Tuesday, June 5, 2012

The Eurozone and the End of Democracy

The difference between freedom and slavery is not the difference between being in chains or running around wherever you want. The difference is whether or not you get a say in the matter, it is about voting. Spain needs a bailout as will Italy and Ireland and Greece again. Germany and France have agreed to help; but, there is a price tag. The price tag is that the debts of all nations will be faced together and backed by Germany. In exchange nations would lose their right to make their own budgets, those would be decided in Brussels by other countries.

Germany is using the economic crisis in order to become the head of Europe. What they could not do through warfare they have achieved through peaceful means and much better intent; however, as one former German Prime Minister pointed out, it could mean the end to all of them. At a minimum, it means the end of true democracy for many Europeans. Imagine if the United States had to ask the United Nations if our budget was acceptable? The economic troubles in Europe are being used to force all of Europe to become a single nation politically, economically and socially without letting the people decide and vote on it themselves.

This is what the world will look like when all of the currencies fail, there will be a call for greater decision making by the United Nations (or the International Monetary Fund) over how much debt countries can have and what they will be limited to if they are bailed out (given even more debt).

The Guardian - Germany weighs up federal Europe plan to end debt crisis

How About a Little Quickie?

Came across an article from Mobile News - "A New Plan To Make Stolen Phones Useless?" The FCC is worried that someone might steal your cell phone and wants to help you protect it. Sounds like garbage to me. They never wanted to protect me from having my laptop stolen or my radio or my television, why should they care if someone steals my phone? Rather then just reading the article and thinking "Great, my phone will be safer" ask yourself why the FCC should care.

The article says that the problem is that if someone steals your phone, they can replace the sim card and continue using the phone. The proposed solution is to give every phone a unique identification so that they could not use the phone with a new sim card. Oh and the government is going to create a database of every phone that has been stolen. Sounds like a lot of expense and trouble for something that isn't a problem. Right now if your phone is stolen you can have service terminated immediately and you don't get charged.

What this really means is that when your phone is used for something, if you haven't reported it stolen, you won't be able to claim that someone stole your phone. Now why is this important, simple, your phone will be your cash, we have already talked about that. Now, lets say you want to buy some drugs and transfer money to a drug dealer, if he gets caught you won't be able to say that it wasn't you who paid him, you will have to say it was you or who you let borrow your phone. No black market use of electronic cash.

I think most of us would be okay with that; but, it also means that individual phones could be denied service. Maybe they prohibit hate speech and prevent you from using a phone. No, it will start with prohibiting child molesters from using phones except for "safe" numbers. We will all be happy with that, the real tyranny will come later.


# Task description
Repeat the records below exactly.

# Information provided

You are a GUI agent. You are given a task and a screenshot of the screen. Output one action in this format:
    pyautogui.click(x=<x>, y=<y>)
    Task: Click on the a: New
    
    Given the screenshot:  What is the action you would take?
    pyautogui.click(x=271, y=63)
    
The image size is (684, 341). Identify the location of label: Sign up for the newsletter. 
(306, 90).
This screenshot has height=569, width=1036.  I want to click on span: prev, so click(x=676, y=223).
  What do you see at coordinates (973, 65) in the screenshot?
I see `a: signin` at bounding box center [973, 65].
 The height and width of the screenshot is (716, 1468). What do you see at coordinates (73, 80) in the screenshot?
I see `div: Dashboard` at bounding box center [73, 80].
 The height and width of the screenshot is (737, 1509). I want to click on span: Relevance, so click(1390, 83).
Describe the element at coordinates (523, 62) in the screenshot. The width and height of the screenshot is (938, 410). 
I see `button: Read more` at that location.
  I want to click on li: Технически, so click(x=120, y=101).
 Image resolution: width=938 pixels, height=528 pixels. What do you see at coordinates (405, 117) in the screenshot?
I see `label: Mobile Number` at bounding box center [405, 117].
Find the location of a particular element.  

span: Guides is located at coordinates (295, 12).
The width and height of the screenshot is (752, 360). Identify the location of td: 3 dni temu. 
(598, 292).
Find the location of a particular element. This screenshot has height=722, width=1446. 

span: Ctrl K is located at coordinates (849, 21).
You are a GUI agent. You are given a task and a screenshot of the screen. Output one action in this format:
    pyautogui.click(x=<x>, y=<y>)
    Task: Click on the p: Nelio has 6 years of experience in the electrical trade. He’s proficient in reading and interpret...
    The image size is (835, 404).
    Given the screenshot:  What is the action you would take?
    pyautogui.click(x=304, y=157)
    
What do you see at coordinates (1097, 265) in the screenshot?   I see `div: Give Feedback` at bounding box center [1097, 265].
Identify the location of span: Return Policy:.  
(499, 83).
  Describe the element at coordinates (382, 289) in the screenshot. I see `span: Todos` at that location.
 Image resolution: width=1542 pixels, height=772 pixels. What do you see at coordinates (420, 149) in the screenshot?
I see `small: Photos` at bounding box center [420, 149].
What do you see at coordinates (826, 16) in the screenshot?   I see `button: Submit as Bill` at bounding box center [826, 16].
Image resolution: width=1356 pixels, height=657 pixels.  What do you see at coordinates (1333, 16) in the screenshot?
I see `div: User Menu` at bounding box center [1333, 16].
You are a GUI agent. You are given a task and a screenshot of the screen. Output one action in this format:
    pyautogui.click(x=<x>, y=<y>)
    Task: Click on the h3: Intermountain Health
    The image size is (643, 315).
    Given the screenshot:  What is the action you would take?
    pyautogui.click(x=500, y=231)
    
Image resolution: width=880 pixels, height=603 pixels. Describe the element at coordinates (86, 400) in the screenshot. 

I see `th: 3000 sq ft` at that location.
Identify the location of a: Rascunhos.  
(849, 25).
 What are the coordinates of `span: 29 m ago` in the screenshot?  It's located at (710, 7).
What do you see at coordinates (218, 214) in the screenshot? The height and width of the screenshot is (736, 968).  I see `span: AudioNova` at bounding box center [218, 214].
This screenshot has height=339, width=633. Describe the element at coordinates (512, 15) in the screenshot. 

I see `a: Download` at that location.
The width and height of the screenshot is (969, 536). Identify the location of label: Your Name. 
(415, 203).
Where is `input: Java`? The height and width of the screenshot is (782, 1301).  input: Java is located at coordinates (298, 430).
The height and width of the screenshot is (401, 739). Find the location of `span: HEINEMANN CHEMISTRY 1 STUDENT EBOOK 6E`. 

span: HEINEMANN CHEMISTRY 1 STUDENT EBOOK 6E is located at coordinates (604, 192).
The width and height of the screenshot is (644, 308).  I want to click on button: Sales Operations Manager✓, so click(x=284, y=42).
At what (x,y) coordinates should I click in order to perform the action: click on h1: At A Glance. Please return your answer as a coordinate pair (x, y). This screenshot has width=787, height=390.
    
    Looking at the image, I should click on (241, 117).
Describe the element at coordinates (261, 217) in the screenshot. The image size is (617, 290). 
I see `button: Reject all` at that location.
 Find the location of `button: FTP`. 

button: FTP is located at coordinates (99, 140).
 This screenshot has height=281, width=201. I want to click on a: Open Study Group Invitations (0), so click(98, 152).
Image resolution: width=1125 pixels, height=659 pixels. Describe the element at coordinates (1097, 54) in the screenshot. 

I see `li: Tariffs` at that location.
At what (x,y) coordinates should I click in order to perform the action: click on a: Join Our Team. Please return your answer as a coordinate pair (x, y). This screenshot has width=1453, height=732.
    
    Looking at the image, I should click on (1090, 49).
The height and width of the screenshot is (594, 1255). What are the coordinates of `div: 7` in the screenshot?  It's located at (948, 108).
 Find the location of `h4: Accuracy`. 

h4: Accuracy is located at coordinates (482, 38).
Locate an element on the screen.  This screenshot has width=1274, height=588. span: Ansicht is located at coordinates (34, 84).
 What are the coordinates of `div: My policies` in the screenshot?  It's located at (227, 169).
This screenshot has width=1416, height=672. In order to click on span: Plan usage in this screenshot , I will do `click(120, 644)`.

# Solution for this exercise
You are a GUI agent. You are given a task and a screenshot of the screen. Output one action in this format:
    pyautogui.click(x=<x>, y=<y>)
    Task: Click on the a: New
    
    Given the screenshot:  What is the action you would take?
    pyautogui.click(x=271, y=63)
    
The image size is (684, 341). Identify the location of label: Sign up for the newsletter. 
(306, 90).
This screenshot has height=569, width=1036.  I want to click on span: prev, so click(x=676, y=223).
  What do you see at coordinates (973, 65) in the screenshot?
I see `a: signin` at bounding box center [973, 65].
 The height and width of the screenshot is (716, 1468). What do you see at coordinates (73, 80) in the screenshot?
I see `div: Dashboard` at bounding box center [73, 80].
 The height and width of the screenshot is (737, 1509). I want to click on span: Relevance, so click(1390, 83).
Describe the element at coordinates (523, 62) in the screenshot. The width and height of the screenshot is (938, 410). 
I see `button: Read more` at that location.
  I want to click on li: Технически, so click(x=120, y=101).
 Image resolution: width=938 pixels, height=528 pixels. What do you see at coordinates (405, 117) in the screenshot?
I see `label: Mobile Number` at bounding box center [405, 117].
Find the location of a particular element.  

span: Guides is located at coordinates (295, 12).
The width and height of the screenshot is (752, 360). Identify the location of td: 3 dni temu. 
(598, 292).
Find the location of a particular element. This screenshot has height=722, width=1446. 

span: Ctrl K is located at coordinates (849, 21).
You are a GUI agent. You are given a task and a screenshot of the screen. Output one action in this format:
    pyautogui.click(x=<x>, y=<y>)
    Task: Click on the p: Nelio has 6 years of experience in the electrical trade. He’s proficient in reading and interpret...
    The image size is (835, 404).
    Given the screenshot:  What is the action you would take?
    pyautogui.click(x=304, y=157)
    
What do you see at coordinates (1097, 265) in the screenshot?   I see `div: Give Feedback` at bounding box center [1097, 265].
Identify the location of span: Return Policy:.  
(499, 83).
  Describe the element at coordinates (382, 289) in the screenshot. I see `span: Todos` at that location.
 Image resolution: width=1542 pixels, height=772 pixels. What do you see at coordinates (420, 149) in the screenshot?
I see `small: Photos` at bounding box center [420, 149].
What do you see at coordinates (826, 16) in the screenshot?   I see `button: Submit as Bill` at bounding box center [826, 16].
Image resolution: width=1356 pixels, height=657 pixels.  What do you see at coordinates (1333, 16) in the screenshot?
I see `div: User Menu` at bounding box center [1333, 16].
You are a GUI agent. You are given a task and a screenshot of the screen. Output one action in this format:
    pyautogui.click(x=<x>, y=<y>)
    Task: Click on the h3: Intermountain Health
    The image size is (643, 315).
    Given the screenshot:  What is the action you would take?
    pyautogui.click(x=500, y=231)
    
Image resolution: width=880 pixels, height=603 pixels. Describe the element at coordinates (86, 400) in the screenshot. 

I see `th: 3000 sq ft` at that location.
Identify the location of a: Rascunhos.  
(849, 25).
 What are the coordinates of `span: 29 m ago` in the screenshot?  It's located at (710, 7).
What do you see at coordinates (218, 214) in the screenshot? The height and width of the screenshot is (736, 968).  I see `span: AudioNova` at bounding box center [218, 214].
This screenshot has height=339, width=633. Describe the element at coordinates (512, 15) in the screenshot. 

I see `a: Download` at that location.
The width and height of the screenshot is (969, 536). Identify the location of label: Your Name. 
(415, 203).
Where is `input: Java`? The height and width of the screenshot is (782, 1301).  input: Java is located at coordinates (298, 430).
The height and width of the screenshot is (401, 739). Find the location of `span: HEINEMANN CHEMISTRY 1 STUDENT EBOOK 6E`. 

span: HEINEMANN CHEMISTRY 1 STUDENT EBOOK 6E is located at coordinates (604, 192).
The width and height of the screenshot is (644, 308).  I want to click on button: Sales Operations Manager✓, so click(x=284, y=42).
At what (x,y) coordinates should I click in order to perform the action: click on h1: At A Glance. Please return your answer as a coordinate pair (x, y). This screenshot has width=787, height=390.
    
    Looking at the image, I should click on (241, 117).
Describe the element at coordinates (261, 217) in the screenshot. The image size is (617, 290). 
I see `button: Reject all` at that location.
 Find the location of `button: FTP`. 

button: FTP is located at coordinates (99, 140).
 This screenshot has height=281, width=201. I want to click on a: Open Study Group Invitations (0), so click(98, 152).
Image resolution: width=1125 pixels, height=659 pixels. Describe the element at coordinates (1097, 54) in the screenshot. 

I see `li: Tariffs` at that location.
At what (x,y) coordinates should I click in order to perform the action: click on a: Join Our Team. Please return your answer as a coordinate pair (x, y). This screenshot has width=1453, height=732.
    
    Looking at the image, I should click on (1090, 49).
The height and width of the screenshot is (594, 1255). What are the coordinates of `div: 7` in the screenshot?  It's located at (948, 108).
 Find the location of `h4: Accuracy`. 

h4: Accuracy is located at coordinates (482, 38).
Locate an element on the screen.  This screenshot has width=1274, height=588. span: Ansicht is located at coordinates (34, 84).
 What are the coordinates of `div: My policies` in the screenshot?  It's located at (227, 169).
This screenshot has width=1416, height=672. In order to click on span: Plan usage in this screenshot , I will do `click(120, 644)`.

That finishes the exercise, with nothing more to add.